Ampersand teams up with OpenAP
Ampersand also partnered with OpenAP, a consortium of TV networks including NBC, Fox and Viacom, to standardize audience definitions across both companies’ platforms.
Advertisers buying inventory from multiple sellers have to deal with different taxonomies, so a segment that’s in-market for an SUV can differ between networks. The OpenAP-Ampersand partnership lets buyers build custom audience segments in OpenAP and port them directly over to Ampersand’s platform.
“It’s very difficult for buyers to measure and be smarter in the next ad campaign if they have to transact different audiences in both environments,” Pangis said.
& finally, the name change …
NCC’s name change to Ampersand is meant to underscore how it’s a partner to networks and buyers.
Ampersand is trying to get national TV programmers to make their 14 minutes of national linear TV inventory addressable. The push is part of Comcast’s On Addressability initiative, launched in Cannes, to turn on more addressable inventory across the market. Ampersand hasn’t signed on any programmers yet but is in active conversations with networks.

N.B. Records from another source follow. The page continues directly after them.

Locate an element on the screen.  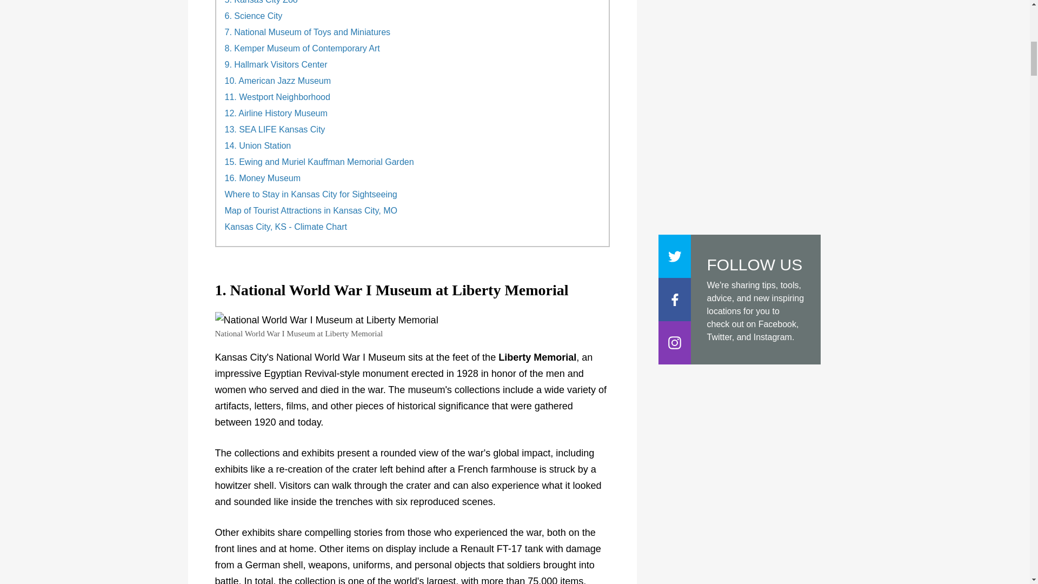
6. Science City is located at coordinates (254, 16).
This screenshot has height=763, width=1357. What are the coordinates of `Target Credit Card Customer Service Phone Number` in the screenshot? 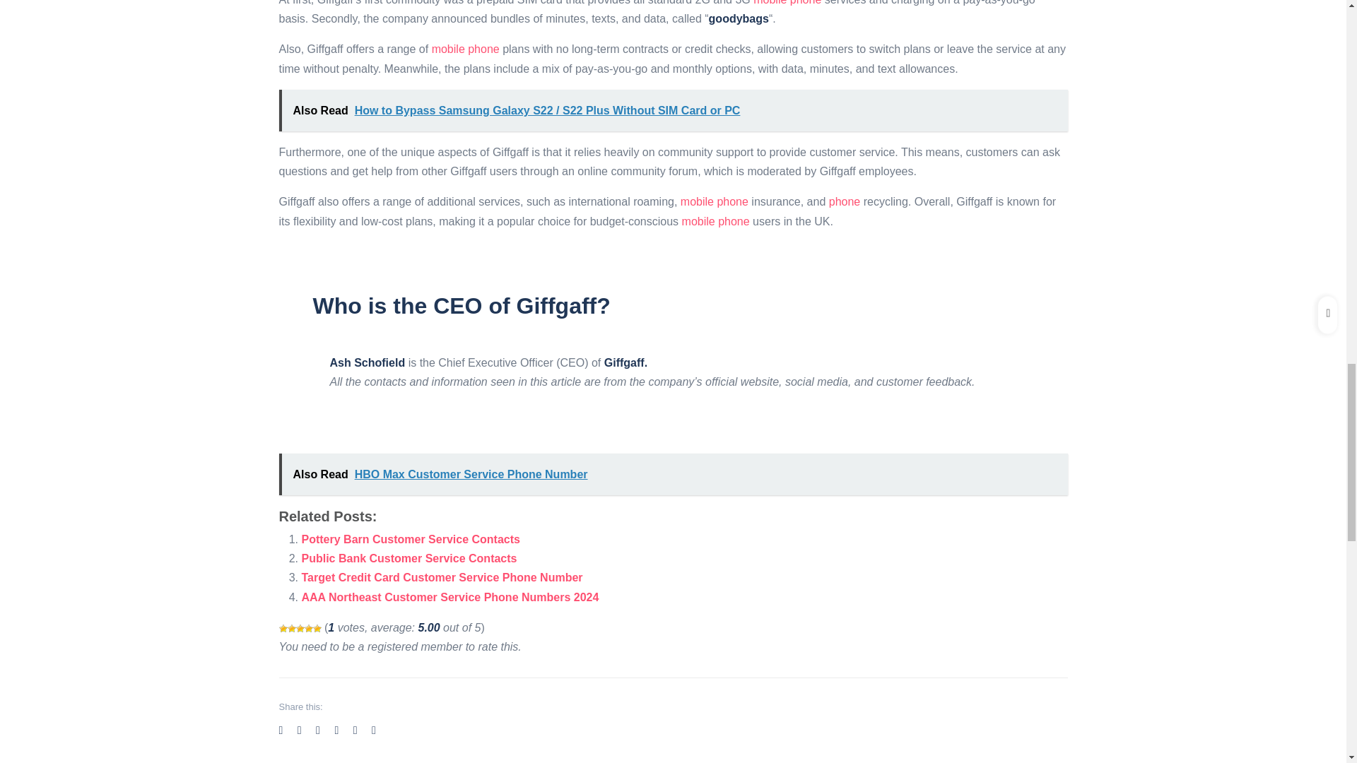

“There are white space opportunities for us to partner with programmers in ways we haven’t historically done because of this notion of addressability and data-driven TV,” Pangis said.
But while Ampersand has one of the largest national addressable footprints, it’s facing competition from WarnerMedia, which is building a similar marketplace with Xandr, and also gunning to rep national addressable inventory from TV programmers.
Pangis, however, noted that Ampersand has a legacy of collaborating across companies.
“We believe that working with partners in the TV ecosystem that want to evolve it to create more consistent ways to buy and sell media are important,” Pangis said.